I've discovered in recent years that I still enjoy it. Sure, besides my writing, I make a living by talking. I discovered a couple of years ago when I'd had minor throat surgery that I still love talking and will always love it. I'll never take it for granted again.
Most of my friends are female. And most of them are talkers. I admit I'm less of a talker than a listener. I'll ask questions, like a reporter or David Letterman, anything to keep you from being silent. I think there's something I've always felt, a sadness or a fear, a sense of mortality--the realization, even when I was young and listening through the stair railings--that the discussion doesn't go on forever, and, as Leonard Cohen says, "It's hell to pay when the fiddler stops."
I don't like going to bed early. I don't like ending conversations until every last syllable and emotion is wrung from it like water from a dishcloth or red wine from a glass.

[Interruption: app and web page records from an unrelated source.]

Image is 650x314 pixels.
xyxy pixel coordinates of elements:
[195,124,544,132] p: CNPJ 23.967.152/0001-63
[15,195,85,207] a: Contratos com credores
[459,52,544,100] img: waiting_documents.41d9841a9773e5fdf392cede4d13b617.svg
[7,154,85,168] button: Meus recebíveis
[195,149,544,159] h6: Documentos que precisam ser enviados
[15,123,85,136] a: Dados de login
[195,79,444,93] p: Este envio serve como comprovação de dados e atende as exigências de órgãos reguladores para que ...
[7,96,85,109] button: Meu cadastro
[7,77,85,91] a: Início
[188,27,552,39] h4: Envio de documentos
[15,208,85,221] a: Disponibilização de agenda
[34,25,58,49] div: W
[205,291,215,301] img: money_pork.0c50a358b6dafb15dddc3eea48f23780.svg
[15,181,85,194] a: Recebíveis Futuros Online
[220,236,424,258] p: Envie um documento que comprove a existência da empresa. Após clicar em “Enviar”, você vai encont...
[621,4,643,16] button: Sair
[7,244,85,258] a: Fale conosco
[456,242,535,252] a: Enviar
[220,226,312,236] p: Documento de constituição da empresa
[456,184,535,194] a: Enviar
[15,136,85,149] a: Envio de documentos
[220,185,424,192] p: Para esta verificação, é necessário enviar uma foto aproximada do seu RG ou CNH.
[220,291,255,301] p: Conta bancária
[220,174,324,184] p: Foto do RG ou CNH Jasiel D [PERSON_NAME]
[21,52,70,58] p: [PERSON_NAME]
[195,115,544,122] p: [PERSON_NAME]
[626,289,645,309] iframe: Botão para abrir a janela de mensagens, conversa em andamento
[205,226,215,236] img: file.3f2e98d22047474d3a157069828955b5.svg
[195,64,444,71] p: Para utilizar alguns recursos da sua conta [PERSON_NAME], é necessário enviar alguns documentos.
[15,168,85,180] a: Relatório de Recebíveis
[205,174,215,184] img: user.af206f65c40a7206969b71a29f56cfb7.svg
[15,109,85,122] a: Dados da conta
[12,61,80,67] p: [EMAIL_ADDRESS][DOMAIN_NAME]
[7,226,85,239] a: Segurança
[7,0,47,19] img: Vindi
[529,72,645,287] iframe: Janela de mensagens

I don't like when friends have to get on planes or when students have to leave for the end of semester. Final exams are a morbid thing. Feeding the meter is an abomination--a pause in a perfectly good spoken-aloud thought. The ringing of the cellphone. The vibration of an incoming text message. The dry white bottom of a finite cup of coffee. These have always been, to me, the near equivalent of the closing of a lid on a coffin.
There'll be time enough for silence between friends when the fiddler stops for good.
I'm thinking about all this now because I just came back from a long--though not nearly long enough--coffee and conversation with a very dear, old friend (sixteen years now). It was snowy and all the cozier for it, with a view of the harbour, the ships coming in and going out, surrounded by people having coffee and breakfast with their own friends, acquaintances, and possibly family.
Afterwards, stepping out into the cold, I felt (as I always do at such times) as if I've been awakened from a powerful and perfect dream--the kind where friends always have time for coffee and conversation, for sharing intimate secrets and opinions about politics, religion, TV and music. I'm even interested in what she has to say about my iPod Touch, simply because she is my friend and when we first met, email was still new and the idea of an iPod hadn't even entered the mass consciousness. Computers were an elite item that would never, ever infiltrate the home.
I treasure conversation threads on Facebook or email. I thrill at the sound of the bell that says, "You've got mail!" But nothing, but nothing replaces good old coffee talk, which is far more addictive than email or Facebook could ever be. I'm already missing that friend and already planning the next coffee with another friend whom I haven't seen in a while. And on it goes; around it whirls.
http://www.youtube.com/watch?v=ETQfuzNGT58
As always, you express the ineffable perfectly.
ReplyDeleteThank you, JoAnne. I think we write in order to understand ourselves.